Treatment

 

Ladbroke Grove Underground Station, Eastbound platform, approximately 11am. In the shadows stands a woman, a black woman. I can tell she’s black in spite of her almost white skin because of her Negroid features. She’s not fooling me; she’s not fooling anyone. Her hair has been faded by some medical process, which has attempted to negate her nigrescent melanation; it hasn’t quite worked, but even if it had, even if she had become tundra white, she would not have fooled me, nor anyone else. She is...nigger. Be she white as virgin snow she is, would still be...pure nigger.

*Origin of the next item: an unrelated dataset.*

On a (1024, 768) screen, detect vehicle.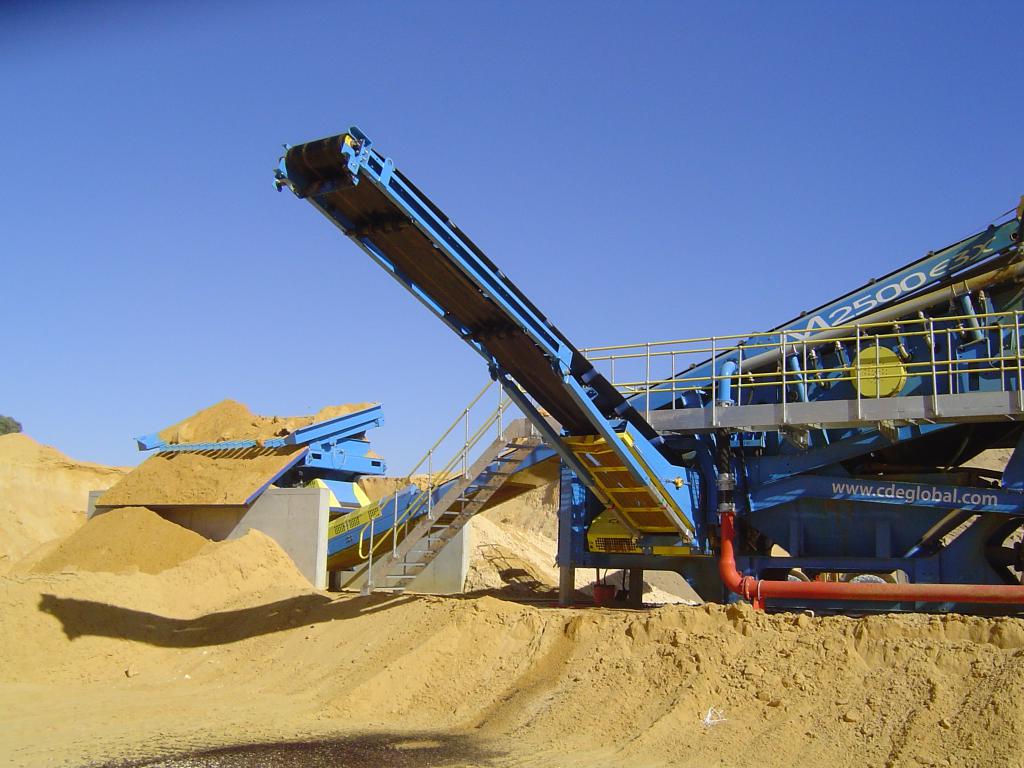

The train pulls in, the doors open, passengers alight and make for the stairs. I wait until she boards then step into the next carriage up. I try to erase her face from my mind, but I can’t. Those piercing, almost haunted eyes, those thick, ugly lips, that slick, sick leer on her cadaverous face. I feel physically ill.

Perhaps she is a freak, I tell myself. A sport. A mutant. An albino. But no, she is none of these things: she has had...the Treatment. I’ve heard about it, read about it, but this is the first (and hopefully the last) time I’ve seen it. How could she? How could anyone? Does she think it changes anything?

I arrive at Baker Street; as I walk up platform 5, Marshall greets me in his loud bass voice and slaps me on the back. I stare into his dark, brown handsome face, eye his fine black moustache, his black though slightly greying hair.

“Hi Granddad!” I say. He’s well under fifty and looks it, but I always take the piss out of his age on account of his always calling me “Boy”.

The train pulls out; she, it, is gone. I hope I never see such an abomination again. Ever.

“Black is beautiful” I say under my breath, almost unconsciously. Or if it isn’t, it was never that ugly.

“You want some tea, Boy?” asks Marshall, “I just made some.”

“Yeah, Granddad. I’ll see you in the mess room. Just have to splash my boots.” (Either that or throw up).

He nods, returns to the mess room. I walk towards the staff toilet, and as I reach the end of the platform the station stating signal changes from red to green.

[The above was written originally as a poem in the 1980s or early 90s about an incident circa 1976.]